Abstract

In this paper, we attempt to unpack the existing landscape of agricultural extension services and delve into questions of access to and localisation of knowledge to understand how these conditions (access and localisation) determine climate change adaptation in agriculture in the southern Indian state of Karnataka. Our empirical findings suggest that the current extension framework reproduces existing inequalities in that access to institutional knowledge and its uptake is linked to one’s social location, that is, caste, gender, class, and geographic location, and information shared is neither timely nor contextually relevant. Employing accessibility and localization as lenses of inquiry, we argue from empirical evidence that smallholder farmers in a rain-fed context are especially vulnerable to the risks posed by climatic change and hence agricultural extension (with climate-informed knowledge) should be to be seen as a critical enabler of adaptation; ensuring accessibility and localisation, we argue, strengthens climate services, and by extension, enables adaptation to climatic risks. The issues that encumber effective extension, we contend, can be mitigated by a re-imagination of agricultural extension, one that privileges public field level functionaries as conduits between state departments and farmers over other modes, and enables structured involvement of community collectives as vehicles to address local needs and ensure access. Drawing on interventions in our study sites, we make a case for promoting knowledge systems that ensure access to climate-specific agricultural information and contextual embeddedness.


**Your assignment**
Copy out the lines beginning with the one that contains "Compute the bounding box for person." and ending with the last line below, exactly as they stand. Pictures are not copied.

[[ Records to process, beginning ]]

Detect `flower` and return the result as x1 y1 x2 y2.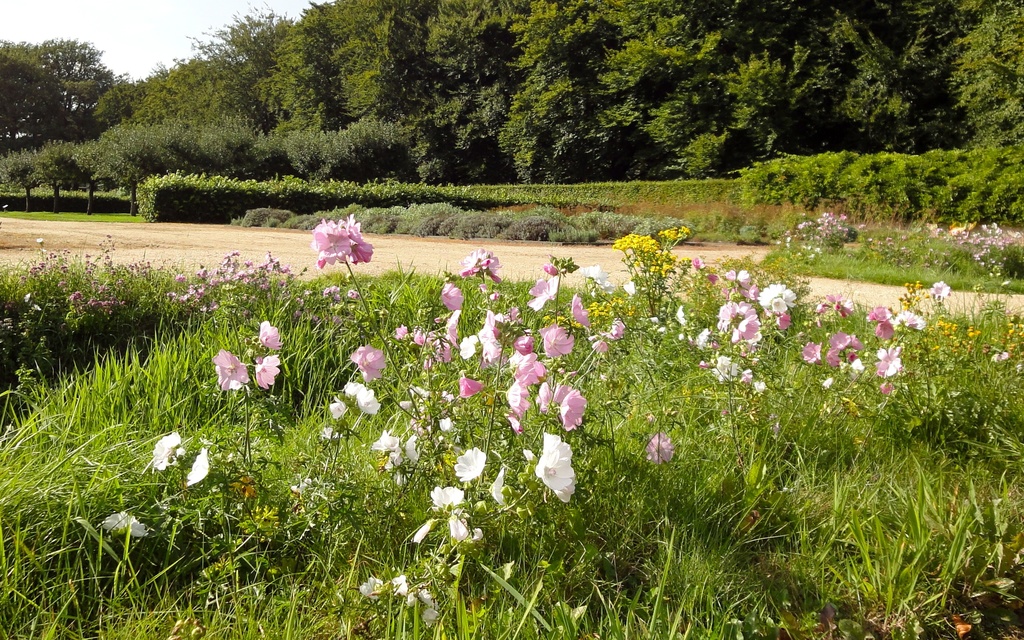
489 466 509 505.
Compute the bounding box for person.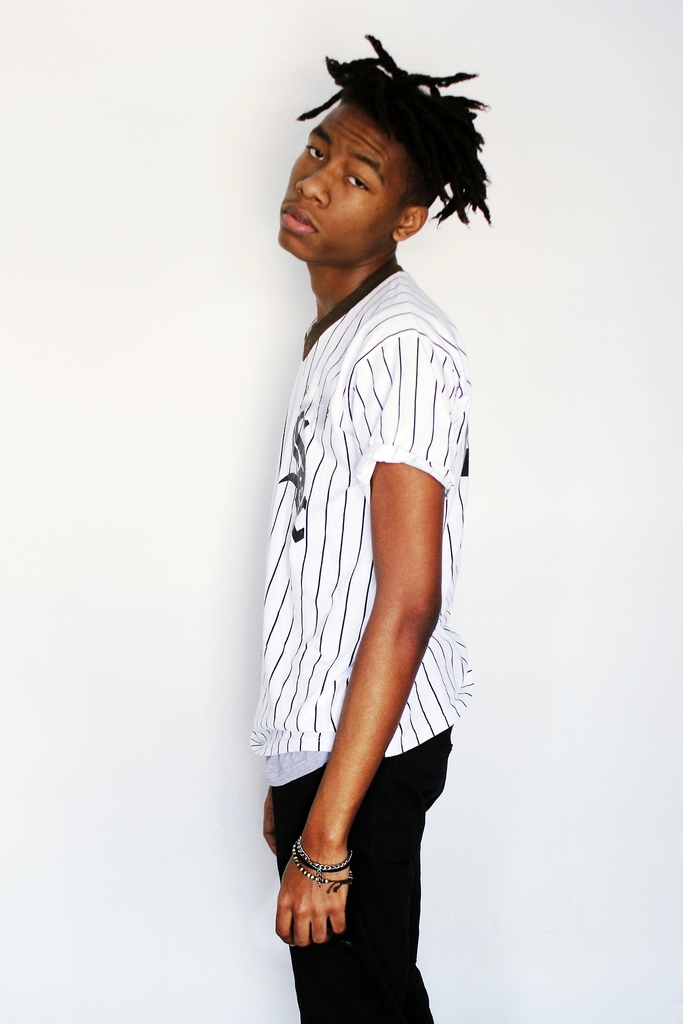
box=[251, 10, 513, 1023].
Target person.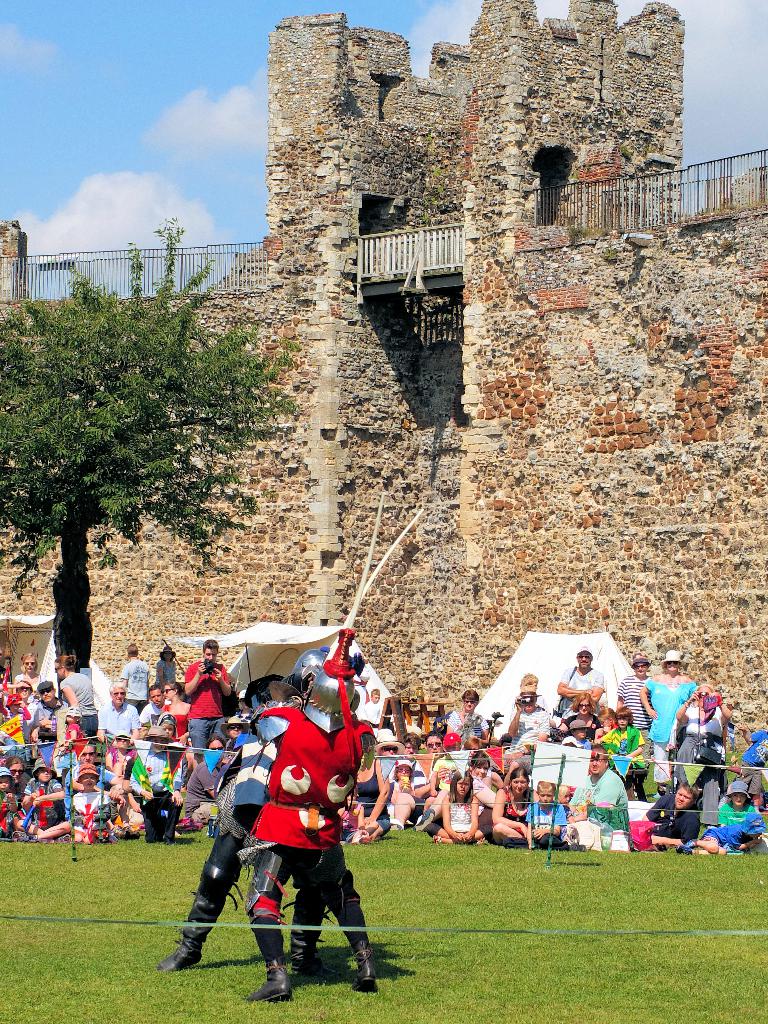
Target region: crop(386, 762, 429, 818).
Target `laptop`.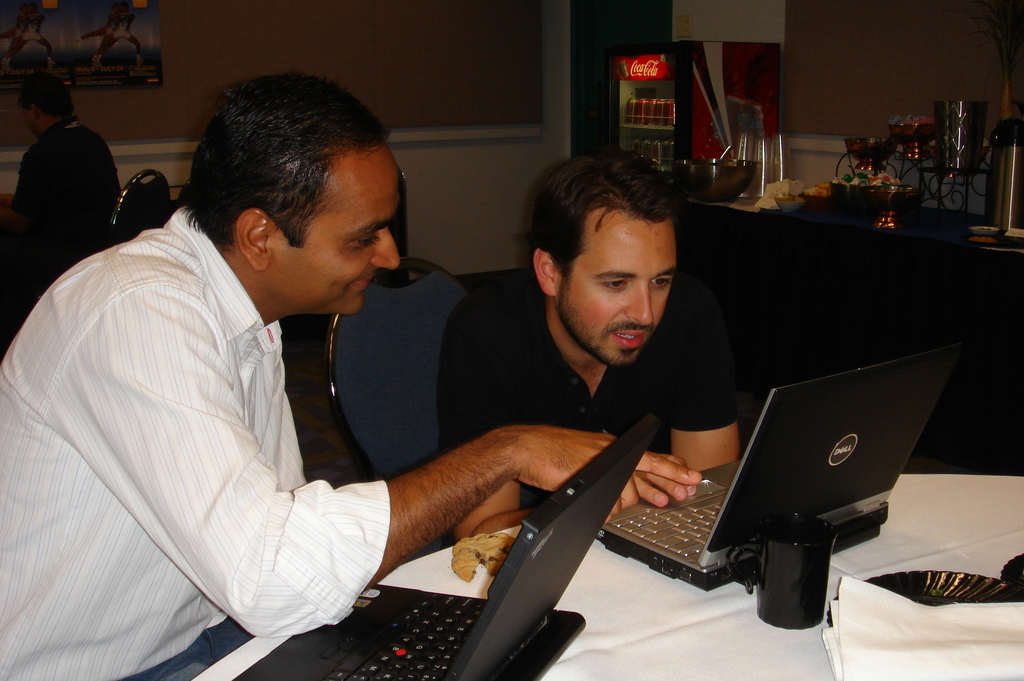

[[ Records to process, end ]]

**Answer for this exercise**
Compute the bounding box for person.
box=[251, 10, 513, 1023].
Target person.
Target region: crop(386, 762, 429, 818).
Target `laptop`.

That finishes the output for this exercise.